By Associated Press - Thursday, August 13, 2020

EDMONTON, Alberta (AP) - Bo Horvat scored twice and the Vancouver Canucks beat the defending Stanley Cup champion St. Louis Blues 5-2 on Wednesday in the opening game of their best-of-seven first-round series.

J.T. Miller, Elias Pettersson and Troy Stecher also scored for Vancouver.

David Perron and Jaden Schwartz scored for St. Louis.

Game 2 is set for Friday night.

Horvat has four goals in return-to-play action while rookie teammate Quinn Hughes logged an assist to reach seven points (one goal, six helpers) in five games.

Horvat said the Canucks were ready to match the Blues’ intensity.

“They won the cup for a reason, so we were ready for it,” Horvat said. “I thought we showed some good things tonight, some push-back and obviously scoring those big goals late was a huge clutch for us.

“And I couldn’t be happier for Troy to get that one. I think I can speak for everybody (on that).”

Stecher broke a 2-2 tie in the third period when he raced down the right wing and sent a slap shot from the circle under the arm of St. Louis goalie Jordan Binnington.

Stecher then pointed to the sky to acknowledge his father, Peter, who passed away on Father’s Day due to complications from diabetes.

“It’s been tough obviously at certain moments throughout this process,” the 26-year-old Stecher said.

“I had a couple of seconds there to reflect on my dad. The biggest thing was everybody showed their support on the bench instantly, kind of gave me a tap, and that kind of motivated me to keep it going.”

Jacob Markstrom made 29 stops for the win.

The Canucks were making their first playoff appearance since 2015, having defeated the Minnesota Wild in the qualifying round.

They never trailed in the game.

The teams swapped mirror-image power-play goals in the first period.

Horvat opened the scoring about five minutes in when he one-timed a feed from Hughes from the top of the left circle past Binnington.

St. Louis countered with under four minutes to go. Perron slapped a pass from Brayden Schenn from the top of the right circle high over the glove of Markstrom.

Vancouver regained the lead on the power play midway through the second period. Pettersson whipped the puck under the bar off a goalmouth scramble for his second goal.

The Blues tied it just over a minute later when Schwartz tipped the puck past pinching Canuck defenseman Chris Tanev at the Blues’ blue line, then charged in on a breakaway and beat Markstrom with a nifty backhander through the pads.

After Stetcher’s goal, Horvat turned Blues defenseman Vince Dunn inside out, raced in and fired a wrist shot past Binnington on the blocker side.

Miller added the fifth goal on the power play with less than 40 seconds left.

St. Louis coach Craig Berube said he saw positives against Vancouver.

“I thought that we did a good job controlling the tempo and the play,” Berube said. “We had a lot of good looks. We’re going to have to do a better job of getting more traffic in front of their goalie and getting some greasy goals.

“Listen, we’ll fix it. We’ll get better next game. It’s a long series.”

The Canucks are winning with a mix of veterans and playoff newbies.

Pettersson, Brock Boeser, Jake Virtanen, Tyler Motte, Hughes, Stecher, Zack MacEwen, and Markstrom were regulars playing in their first playoff game (although technically they have playoff experience as the qualifying round statistics will count as post-season ones).

NOTES: St. Louis was the best in the Western Conference (42-19-10) and second overall in the league when the NHL suspended play March 12 due to the COVID-19 pandemic. In the return to action, they have squandered third-period leads in every game and have scored just six goals in three contests. … History is on Vancouver’s side. The teams have met three times in the playoffs (1995, 2003 and 2009). Each time the Canucks bounced the Blues out in the first round.

UP NEXT

Game 2 is set for Friday night.

___

For more AP NHL coverage: https://apnews.com/NHL and https://twitter.com/AP_Sports

Copyright © 2024 The Washington Times, LLC.

Please read our comment policy before commenting.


> [WORK REQUIRED] List every line below containing "lengthwise".

> [DATA FOR REVIEW]

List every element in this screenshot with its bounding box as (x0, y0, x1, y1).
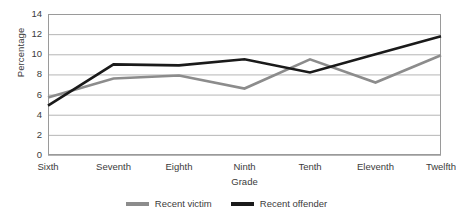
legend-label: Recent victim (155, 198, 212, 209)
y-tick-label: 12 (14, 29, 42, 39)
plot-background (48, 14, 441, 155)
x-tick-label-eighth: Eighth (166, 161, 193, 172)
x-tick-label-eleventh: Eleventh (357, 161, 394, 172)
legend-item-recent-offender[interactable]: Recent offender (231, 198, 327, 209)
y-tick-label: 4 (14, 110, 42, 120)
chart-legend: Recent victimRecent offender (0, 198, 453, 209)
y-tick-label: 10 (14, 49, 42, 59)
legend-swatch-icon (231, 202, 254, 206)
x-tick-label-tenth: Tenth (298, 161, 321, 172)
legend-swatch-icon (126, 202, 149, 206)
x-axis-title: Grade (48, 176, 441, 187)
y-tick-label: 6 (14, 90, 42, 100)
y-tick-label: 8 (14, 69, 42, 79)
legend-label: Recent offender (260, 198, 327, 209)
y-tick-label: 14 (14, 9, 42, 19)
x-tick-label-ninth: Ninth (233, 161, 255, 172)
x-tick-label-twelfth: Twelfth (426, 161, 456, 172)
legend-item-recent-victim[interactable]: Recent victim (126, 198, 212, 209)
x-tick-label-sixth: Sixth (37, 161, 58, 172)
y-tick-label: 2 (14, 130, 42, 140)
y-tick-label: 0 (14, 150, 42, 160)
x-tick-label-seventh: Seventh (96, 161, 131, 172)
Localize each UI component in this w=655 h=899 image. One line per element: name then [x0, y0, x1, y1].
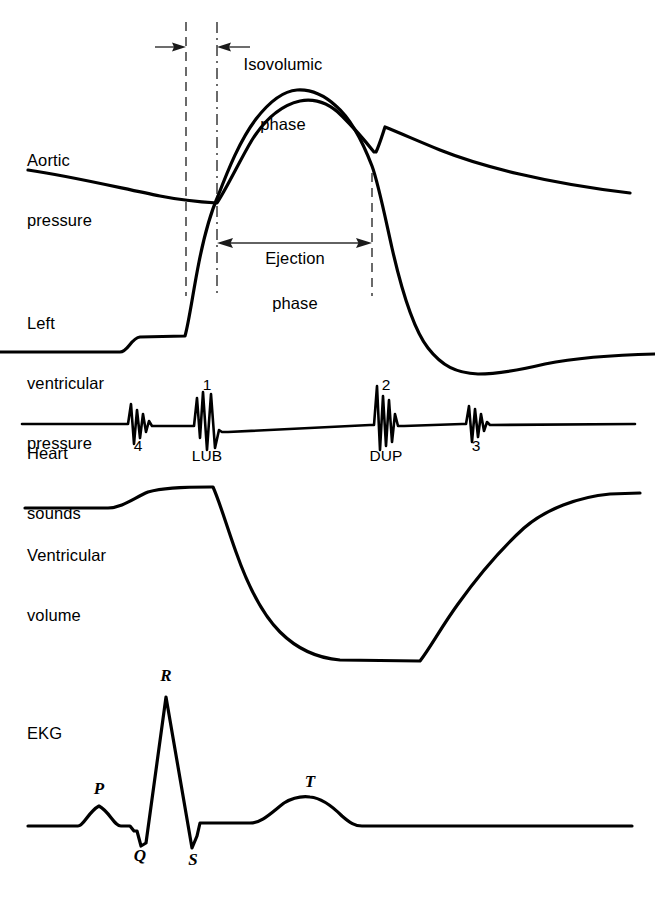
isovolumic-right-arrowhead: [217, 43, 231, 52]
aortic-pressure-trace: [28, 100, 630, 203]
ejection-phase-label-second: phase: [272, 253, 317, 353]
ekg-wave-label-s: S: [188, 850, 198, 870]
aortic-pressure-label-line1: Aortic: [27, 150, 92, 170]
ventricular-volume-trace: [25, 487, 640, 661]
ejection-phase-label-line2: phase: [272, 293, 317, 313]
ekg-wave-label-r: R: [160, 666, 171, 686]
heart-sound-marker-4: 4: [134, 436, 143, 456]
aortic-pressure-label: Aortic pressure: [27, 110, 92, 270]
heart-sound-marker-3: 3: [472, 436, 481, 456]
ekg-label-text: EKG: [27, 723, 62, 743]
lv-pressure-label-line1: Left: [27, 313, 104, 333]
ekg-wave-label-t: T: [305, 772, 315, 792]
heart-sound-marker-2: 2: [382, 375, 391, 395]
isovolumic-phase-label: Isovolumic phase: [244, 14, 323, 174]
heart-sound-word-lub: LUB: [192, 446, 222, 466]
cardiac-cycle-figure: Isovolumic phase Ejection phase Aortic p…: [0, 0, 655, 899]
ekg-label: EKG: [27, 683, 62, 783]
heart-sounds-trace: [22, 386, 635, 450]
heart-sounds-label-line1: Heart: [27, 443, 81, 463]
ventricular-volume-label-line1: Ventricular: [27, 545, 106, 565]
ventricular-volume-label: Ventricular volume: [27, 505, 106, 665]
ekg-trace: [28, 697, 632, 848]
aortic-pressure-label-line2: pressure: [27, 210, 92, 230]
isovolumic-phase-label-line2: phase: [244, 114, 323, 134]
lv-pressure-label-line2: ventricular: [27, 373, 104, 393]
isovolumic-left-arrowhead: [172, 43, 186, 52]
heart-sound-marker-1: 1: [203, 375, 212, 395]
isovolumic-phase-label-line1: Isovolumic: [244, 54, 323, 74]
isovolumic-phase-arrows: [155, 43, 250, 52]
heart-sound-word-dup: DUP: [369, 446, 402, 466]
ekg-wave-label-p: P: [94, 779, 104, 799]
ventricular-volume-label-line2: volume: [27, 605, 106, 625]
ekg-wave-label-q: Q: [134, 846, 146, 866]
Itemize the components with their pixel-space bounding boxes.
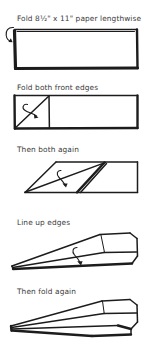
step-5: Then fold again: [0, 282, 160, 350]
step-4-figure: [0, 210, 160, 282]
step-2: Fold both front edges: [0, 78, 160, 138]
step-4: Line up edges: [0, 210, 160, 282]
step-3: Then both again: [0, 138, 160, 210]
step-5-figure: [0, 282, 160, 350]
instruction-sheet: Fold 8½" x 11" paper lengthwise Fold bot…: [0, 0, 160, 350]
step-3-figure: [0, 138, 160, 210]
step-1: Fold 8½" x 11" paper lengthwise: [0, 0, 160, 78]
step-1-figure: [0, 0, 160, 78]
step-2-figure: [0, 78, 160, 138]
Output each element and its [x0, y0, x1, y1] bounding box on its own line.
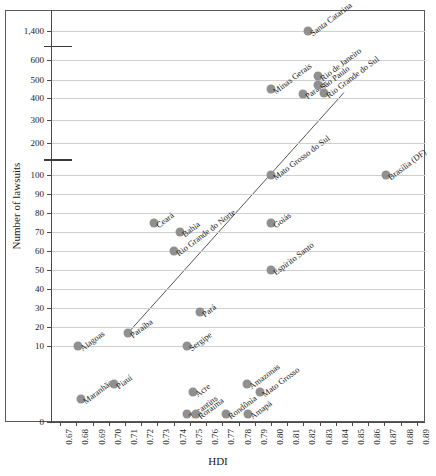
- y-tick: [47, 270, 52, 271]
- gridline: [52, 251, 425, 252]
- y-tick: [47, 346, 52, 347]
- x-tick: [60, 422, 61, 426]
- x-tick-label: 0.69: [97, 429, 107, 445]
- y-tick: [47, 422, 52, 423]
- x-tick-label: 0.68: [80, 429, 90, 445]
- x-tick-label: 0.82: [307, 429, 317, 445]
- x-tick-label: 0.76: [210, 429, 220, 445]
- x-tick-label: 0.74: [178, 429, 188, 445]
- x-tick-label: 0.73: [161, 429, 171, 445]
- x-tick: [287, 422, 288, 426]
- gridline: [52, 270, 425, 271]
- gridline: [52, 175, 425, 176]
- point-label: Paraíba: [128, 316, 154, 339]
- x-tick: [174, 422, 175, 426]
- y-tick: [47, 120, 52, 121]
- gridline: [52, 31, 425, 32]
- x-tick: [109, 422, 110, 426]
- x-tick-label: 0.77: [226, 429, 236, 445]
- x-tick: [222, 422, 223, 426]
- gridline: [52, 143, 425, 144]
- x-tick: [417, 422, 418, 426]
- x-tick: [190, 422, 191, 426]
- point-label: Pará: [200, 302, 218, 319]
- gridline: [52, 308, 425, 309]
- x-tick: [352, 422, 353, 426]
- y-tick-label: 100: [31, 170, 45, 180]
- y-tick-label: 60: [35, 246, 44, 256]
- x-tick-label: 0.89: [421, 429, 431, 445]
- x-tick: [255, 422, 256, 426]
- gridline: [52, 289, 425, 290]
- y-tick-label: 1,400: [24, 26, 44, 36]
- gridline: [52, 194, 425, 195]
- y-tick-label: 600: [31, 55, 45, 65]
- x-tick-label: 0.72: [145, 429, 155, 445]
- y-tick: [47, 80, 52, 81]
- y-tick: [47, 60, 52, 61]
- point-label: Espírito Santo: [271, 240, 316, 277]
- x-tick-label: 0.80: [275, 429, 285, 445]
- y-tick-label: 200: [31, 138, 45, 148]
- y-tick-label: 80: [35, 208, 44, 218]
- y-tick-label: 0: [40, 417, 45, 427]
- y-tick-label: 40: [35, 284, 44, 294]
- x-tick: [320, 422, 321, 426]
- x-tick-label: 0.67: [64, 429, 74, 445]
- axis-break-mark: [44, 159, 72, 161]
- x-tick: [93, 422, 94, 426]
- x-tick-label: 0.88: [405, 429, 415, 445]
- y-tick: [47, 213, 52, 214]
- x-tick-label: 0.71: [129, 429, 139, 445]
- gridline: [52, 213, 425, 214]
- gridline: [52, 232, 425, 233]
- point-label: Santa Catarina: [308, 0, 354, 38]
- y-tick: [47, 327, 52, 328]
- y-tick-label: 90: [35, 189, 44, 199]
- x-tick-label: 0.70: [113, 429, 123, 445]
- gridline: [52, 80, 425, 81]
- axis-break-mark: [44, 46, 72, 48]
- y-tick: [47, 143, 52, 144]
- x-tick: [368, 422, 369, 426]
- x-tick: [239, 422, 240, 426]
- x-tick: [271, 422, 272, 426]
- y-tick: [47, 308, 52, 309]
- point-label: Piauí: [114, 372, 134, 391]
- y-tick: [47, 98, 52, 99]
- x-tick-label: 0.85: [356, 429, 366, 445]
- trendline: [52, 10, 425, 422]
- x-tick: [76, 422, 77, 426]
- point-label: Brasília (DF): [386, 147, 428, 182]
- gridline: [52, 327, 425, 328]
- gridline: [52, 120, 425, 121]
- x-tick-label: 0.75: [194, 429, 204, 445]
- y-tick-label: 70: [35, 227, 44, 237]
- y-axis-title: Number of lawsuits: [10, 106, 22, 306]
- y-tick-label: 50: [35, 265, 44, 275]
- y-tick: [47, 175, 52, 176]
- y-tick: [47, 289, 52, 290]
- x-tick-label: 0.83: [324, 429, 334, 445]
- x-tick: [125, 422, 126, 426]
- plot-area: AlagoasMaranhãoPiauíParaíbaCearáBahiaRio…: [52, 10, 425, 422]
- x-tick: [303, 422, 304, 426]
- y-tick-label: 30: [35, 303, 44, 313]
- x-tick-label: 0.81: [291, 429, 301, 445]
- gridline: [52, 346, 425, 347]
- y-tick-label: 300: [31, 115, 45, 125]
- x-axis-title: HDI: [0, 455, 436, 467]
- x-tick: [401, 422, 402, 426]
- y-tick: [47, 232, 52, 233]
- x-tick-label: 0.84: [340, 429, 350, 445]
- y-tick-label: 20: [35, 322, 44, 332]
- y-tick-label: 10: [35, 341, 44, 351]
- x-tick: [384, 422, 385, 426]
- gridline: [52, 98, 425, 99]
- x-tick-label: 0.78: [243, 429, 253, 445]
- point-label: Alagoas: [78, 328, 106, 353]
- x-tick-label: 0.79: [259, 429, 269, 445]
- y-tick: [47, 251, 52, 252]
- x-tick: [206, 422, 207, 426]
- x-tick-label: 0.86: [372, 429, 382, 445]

> [REPLY]
instruction-sheet: Fold 8½" x 11" paper lengthwise Fold bot…: [0, 0, 160, 350]
step-1: Fold 8½" x 11" paper lengthwise: [0, 0, 160, 78]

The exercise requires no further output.